- [INSTRUCTIONS FOR THE TASK]: Output, exactly and with no pictures, the line that contains "reading: 31.1 cm" and every line that comes after it in the data below, the last one included.

- [Measuring device photo data]:
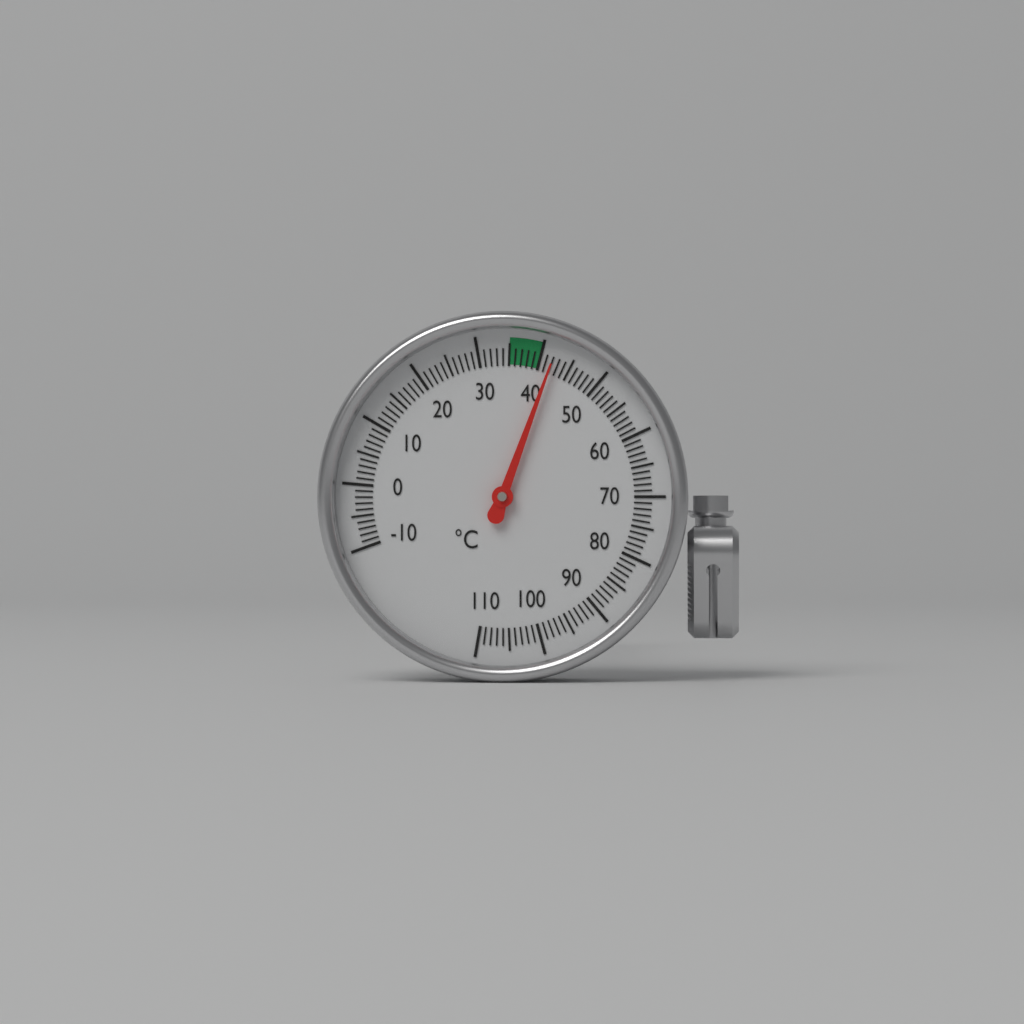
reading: 42 °C
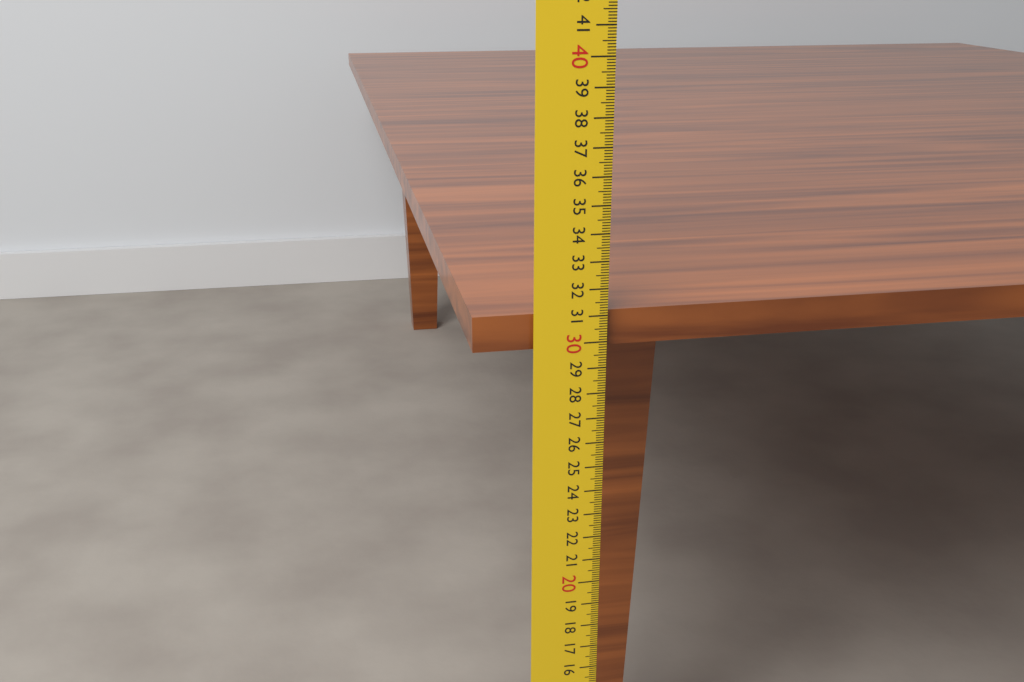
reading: 31.1 cm
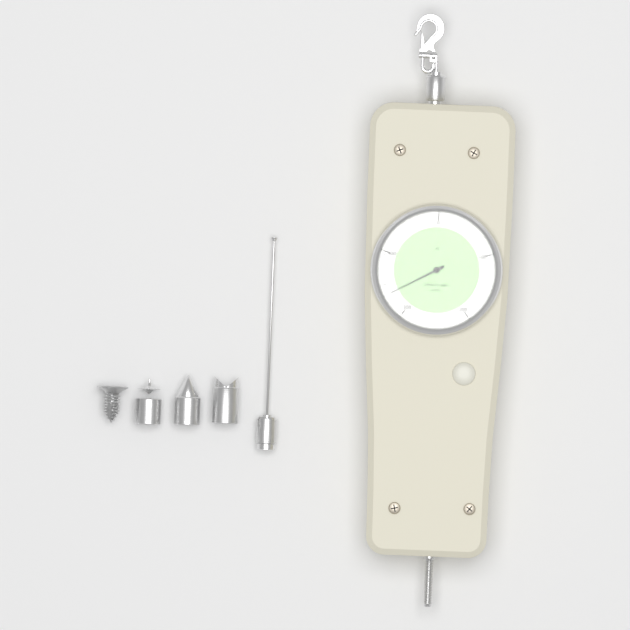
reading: 335 N
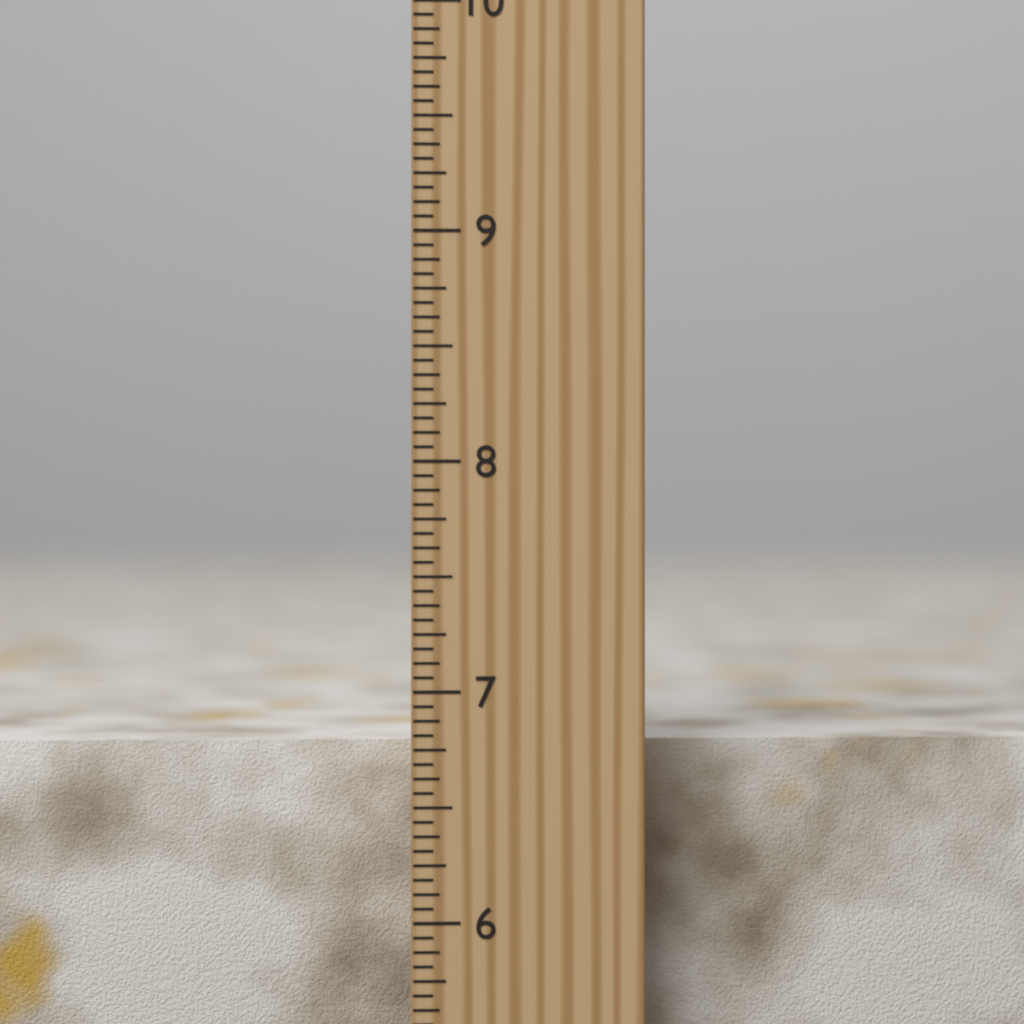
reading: 6.7500 inch
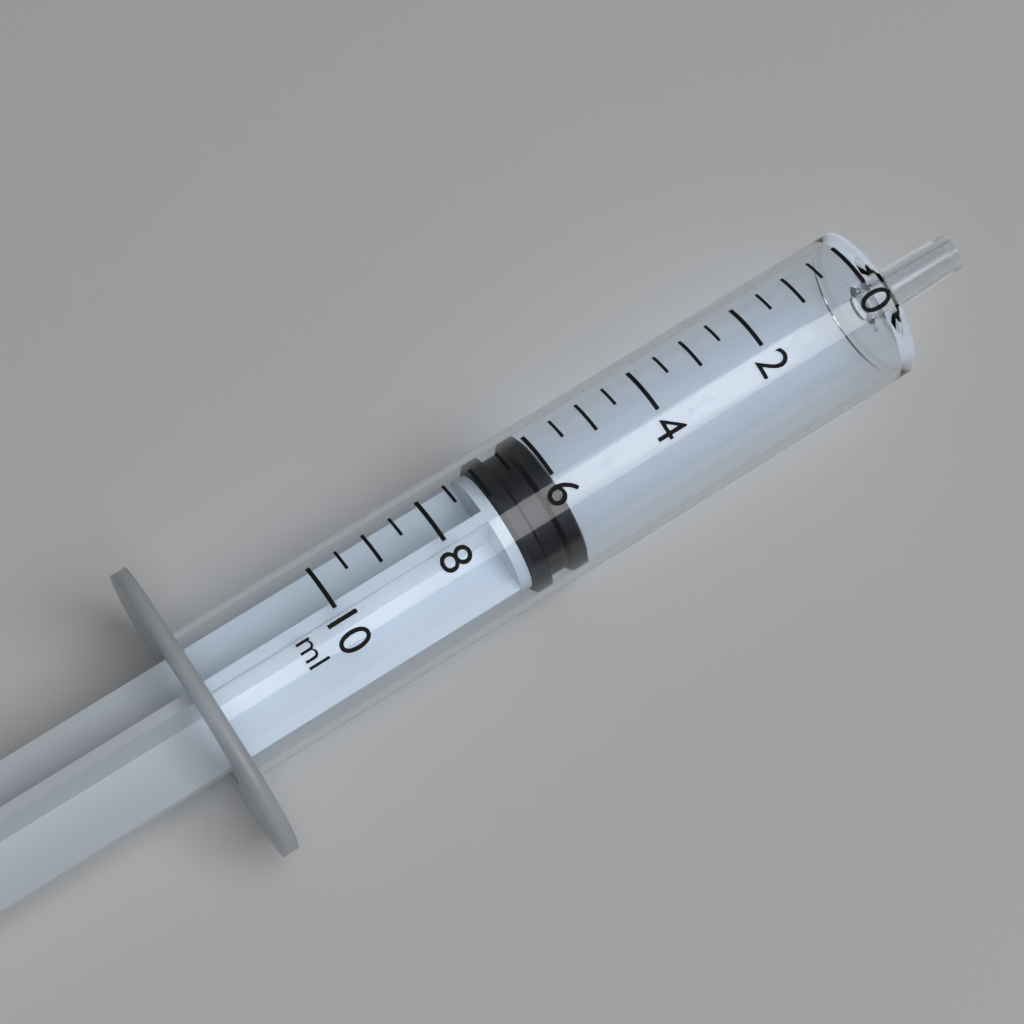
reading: 6.0 ml
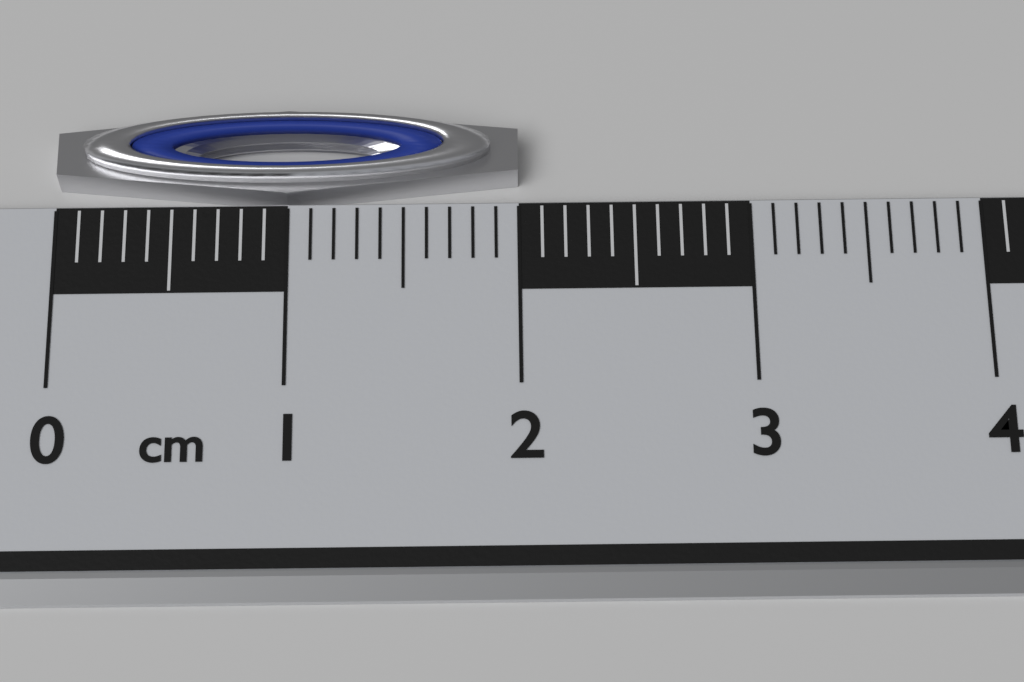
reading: 2.0 cm
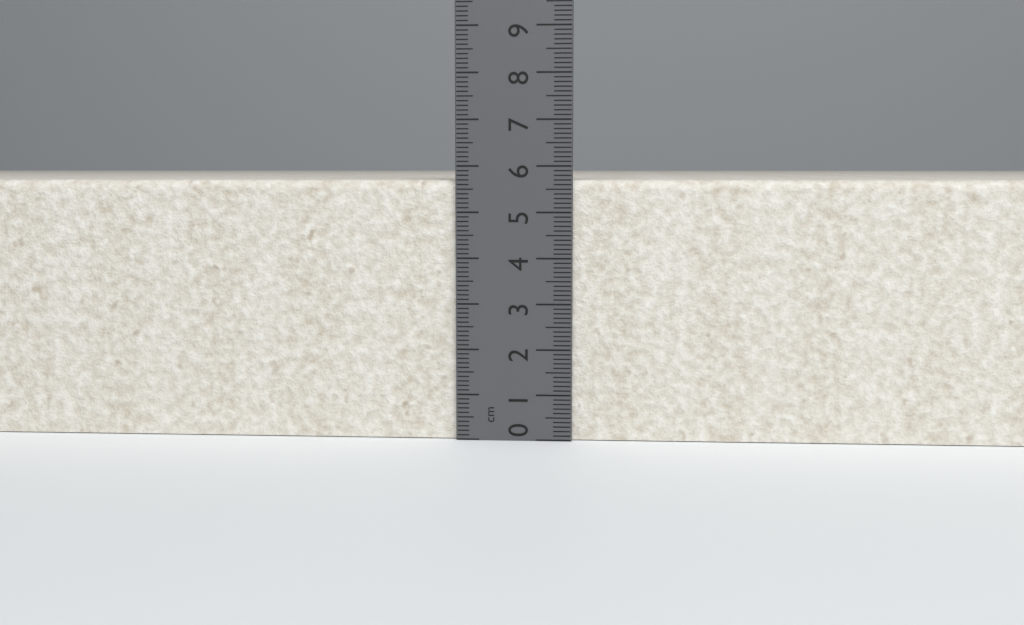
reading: 5.7 cm
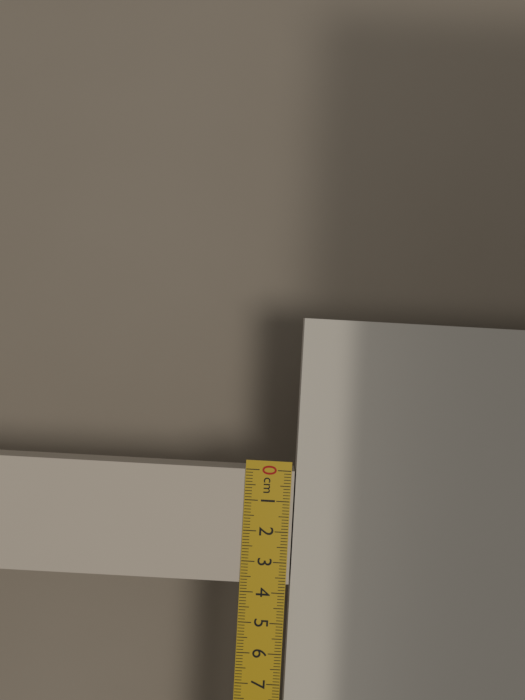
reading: 3.7 cm
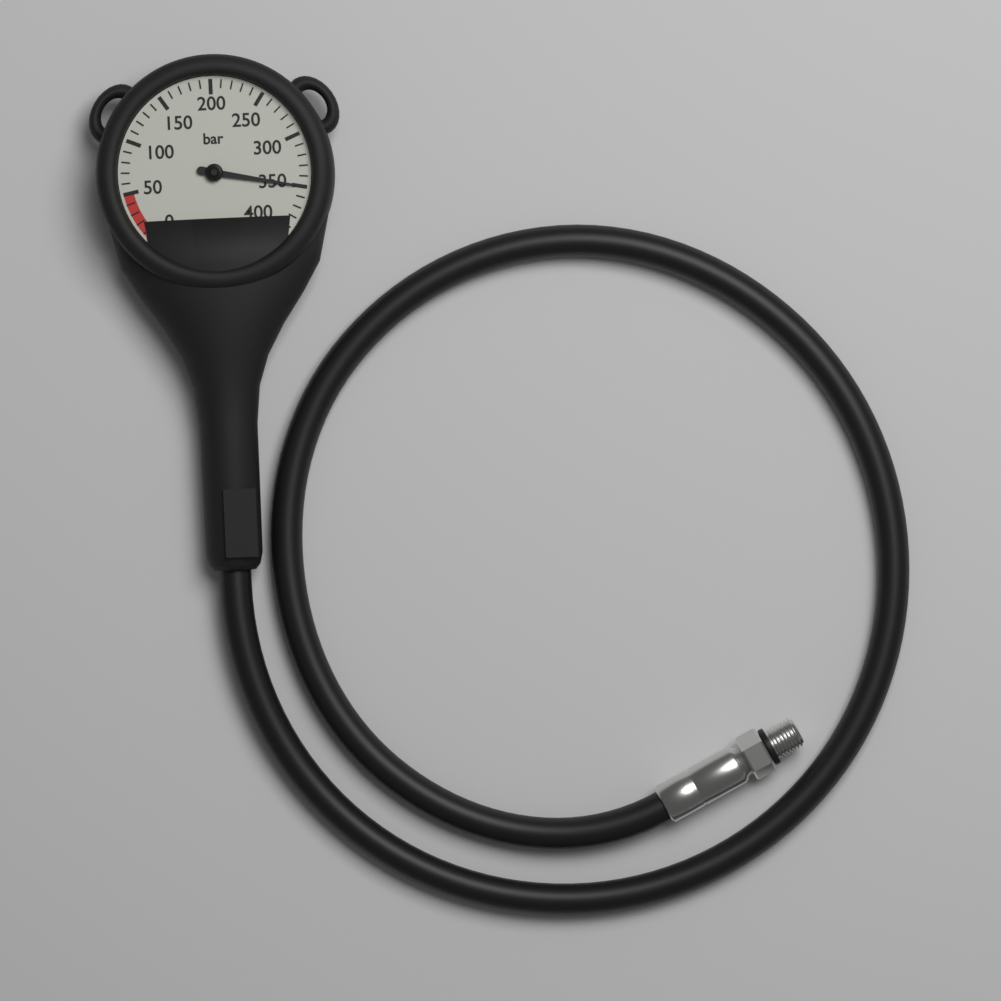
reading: 350 bar
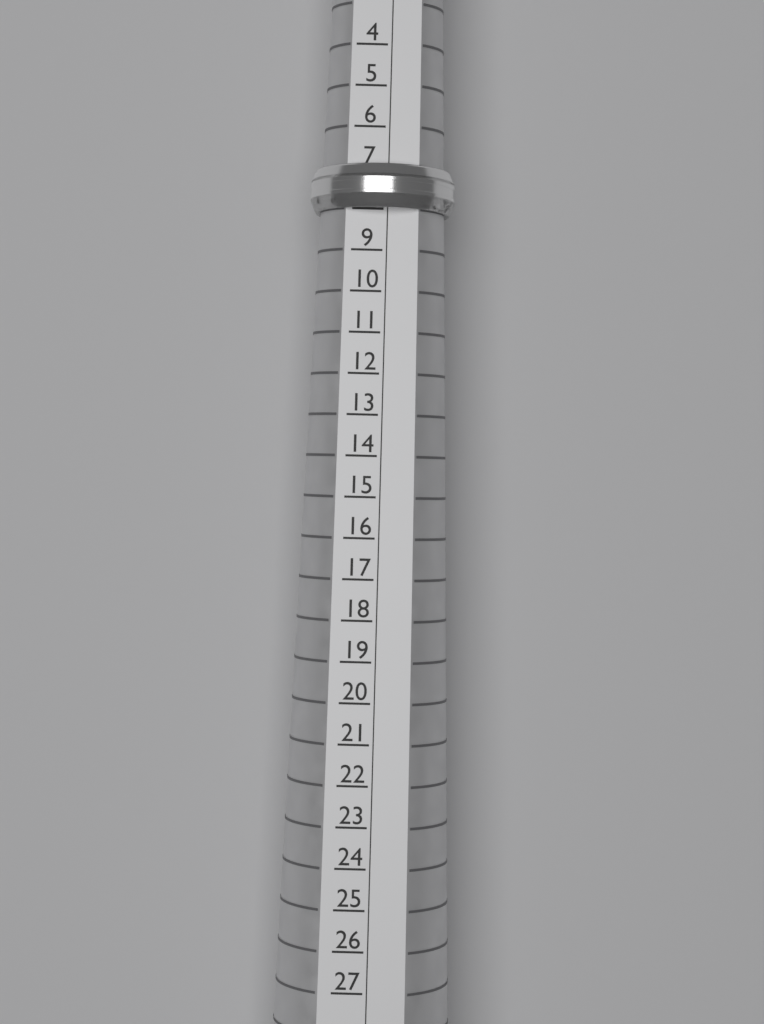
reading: 8 (no unit)
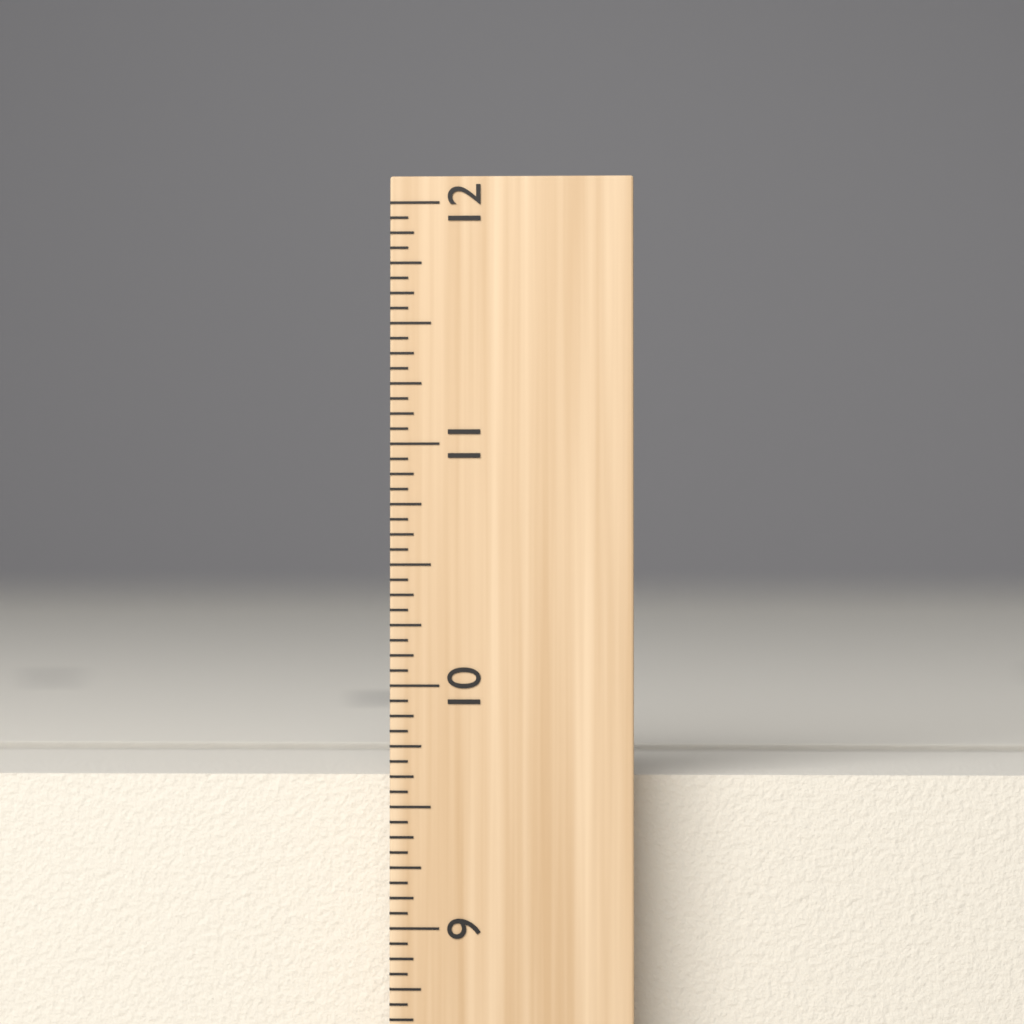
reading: 9.6250 inch
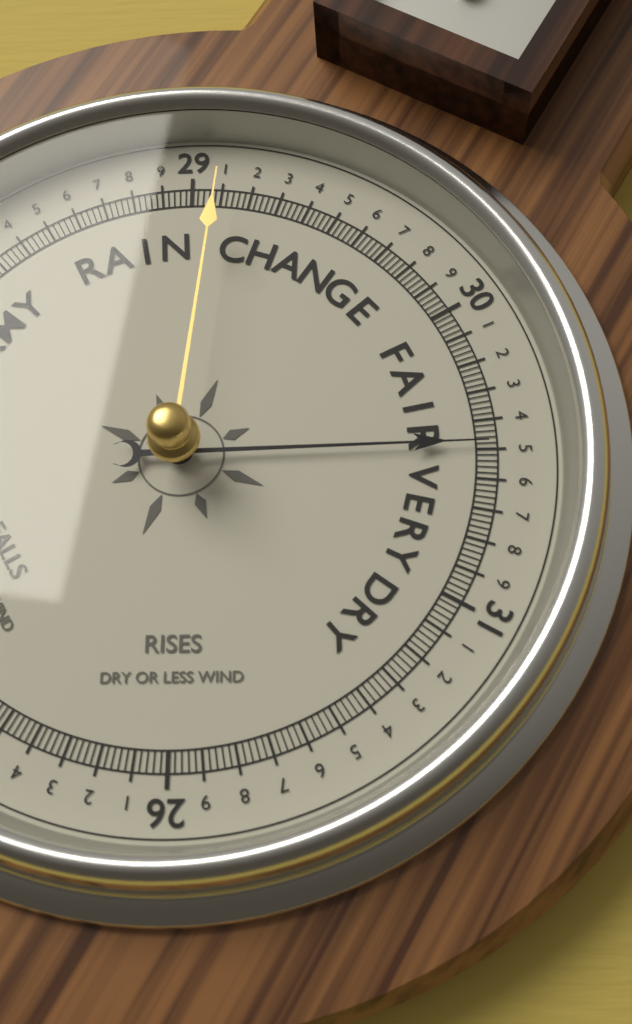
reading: 30.48 (no unit)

- [ANSWER BOX]:
reading: 31.1 cm
reading: 335 N
reading: 6.7500 inch
reading: 6.0 ml
reading: 2.0 cm
reading: 5.7 cm
reading: 3.7 cm
reading: 350 bar
reading: 8 (no unit)
reading: 9.6250 inch
reading: 30.48 (no unit)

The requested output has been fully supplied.